Do you know the phrase ‘Never judge a book by its cover’? Well, Drift 21 could well become the poster child for this On first inspection this looked like it could be a cheap cash grab style game. However, I don’t think I could have been more wrong if I tried.
What you have here is a game in two parts. You’ll get to take a car out on to the track and do plenty of drifts, enter competitions and more. But prior to doing that, you need to build and set up your vehicle of choice and that for me is where Drift 21 shines,
So let’s touch on the driving aspect first. Drift 21 both looks and feels the part. I can confidently say this based on my experiences with drifting in other racing games. I suck at that specific mode in almost all cases. So the fact I can barely string together more than one corner suggests to me that this plays just right.
It also looks pretty good. We aren’t talking Forza or Gran Turismo levels of polish and polygons. But it doesn’t look like a cheap afterthought either. I remember in the early 2000s I’d pick up some random off the shelf racing games that looked ok, but never like the box showed once you loaded it up. It is what I was expecting here, but far from it, in-fact Drift 21 sets a new benchmark for ‘lower tier’ games in the track and car model fronts.
There are plenty of opportunities to get out on the track too. Which is great, but for me, I’d have liked the option to ignore this and hand over to a ‘professional drive’ so I could concentrate on the part of the game that I really liked.
That comes from the garage based, car building sections. Here you get the basic car to work from and you’ll need to customise the hell out of it to get it ready for a track day. I expected something maybe a bit half baked here too, but again, Drift 21 manages to surprise in a great way.
What you essentially have here is the same sort of mechanics as you get in the fantastic PC Building Simulator, where you can get down to the smallest component and manipulate it in some way. Much like that game too, I found I was able to learn things I previously had no clue about.
Most of what you do is done on button presses, but you do need to select the right part, aim where to fit them, remove them in the right order, etc. Fitting a new steering wheel as an example means aiming your cursor at the right area and clicking to place. But to work on other parts sees you needing to the get the car lifted to get to the underside, or even removing the engine completely and working on it’s specially designed engine rack.
I honestly loved my time working on the car and the specific parts, it is wonderfully cathartic in nature and a lovely distraction from the horror show that is 2020.
There are, however some elements that do need working on.

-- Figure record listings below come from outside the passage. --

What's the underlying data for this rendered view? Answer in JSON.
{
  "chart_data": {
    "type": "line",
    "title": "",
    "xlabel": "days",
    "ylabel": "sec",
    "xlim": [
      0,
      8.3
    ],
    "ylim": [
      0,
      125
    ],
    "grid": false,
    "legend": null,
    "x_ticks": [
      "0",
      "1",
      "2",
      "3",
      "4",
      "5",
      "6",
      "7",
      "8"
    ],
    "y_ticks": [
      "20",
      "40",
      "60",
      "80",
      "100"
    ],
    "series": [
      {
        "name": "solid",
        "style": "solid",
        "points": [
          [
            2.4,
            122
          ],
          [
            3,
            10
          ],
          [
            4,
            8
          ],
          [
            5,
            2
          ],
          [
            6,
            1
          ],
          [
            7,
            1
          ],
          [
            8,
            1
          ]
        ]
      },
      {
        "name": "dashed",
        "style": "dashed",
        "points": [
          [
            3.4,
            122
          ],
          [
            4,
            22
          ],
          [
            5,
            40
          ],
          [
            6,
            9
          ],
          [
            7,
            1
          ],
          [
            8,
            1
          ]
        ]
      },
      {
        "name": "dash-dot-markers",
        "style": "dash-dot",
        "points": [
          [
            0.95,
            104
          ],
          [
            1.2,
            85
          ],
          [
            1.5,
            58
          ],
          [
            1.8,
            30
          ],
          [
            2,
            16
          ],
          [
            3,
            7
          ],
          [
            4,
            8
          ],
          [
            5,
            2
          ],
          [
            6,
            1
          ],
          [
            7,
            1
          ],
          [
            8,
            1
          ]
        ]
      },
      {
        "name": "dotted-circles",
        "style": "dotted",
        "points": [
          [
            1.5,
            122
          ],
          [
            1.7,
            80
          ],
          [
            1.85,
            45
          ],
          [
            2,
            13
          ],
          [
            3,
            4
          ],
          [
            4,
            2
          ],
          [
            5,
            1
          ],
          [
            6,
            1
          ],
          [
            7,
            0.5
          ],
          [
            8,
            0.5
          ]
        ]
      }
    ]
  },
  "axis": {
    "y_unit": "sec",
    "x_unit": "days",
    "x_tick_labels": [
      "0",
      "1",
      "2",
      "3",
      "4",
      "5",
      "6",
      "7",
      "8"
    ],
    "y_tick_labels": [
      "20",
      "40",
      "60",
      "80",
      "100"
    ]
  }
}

It can be a bit fiddly to aim at the right section with the game needing you to be a bit too accurate at times, with detection zones that aren’t quite generous enough. That is me being a little nit-picky though and it doesn’t take away too much from the overall experience.
The other part I think needs some work in the business parts. You do need to balance the books and turn a profit. Which means you need to buy the right parts, build it out, tune and perform to be successful. It all works well, but it lacked a bit of depth for me and I’d rather see the developers remove this entirely (or at least give the option), or lean much further into it.
It is still an early access game, so the scope is there to improve, what is already an excellently surprising title even further. Drift 21 clearly isn’t for everyone, but there is a fun experience to be had here and well worth checking out.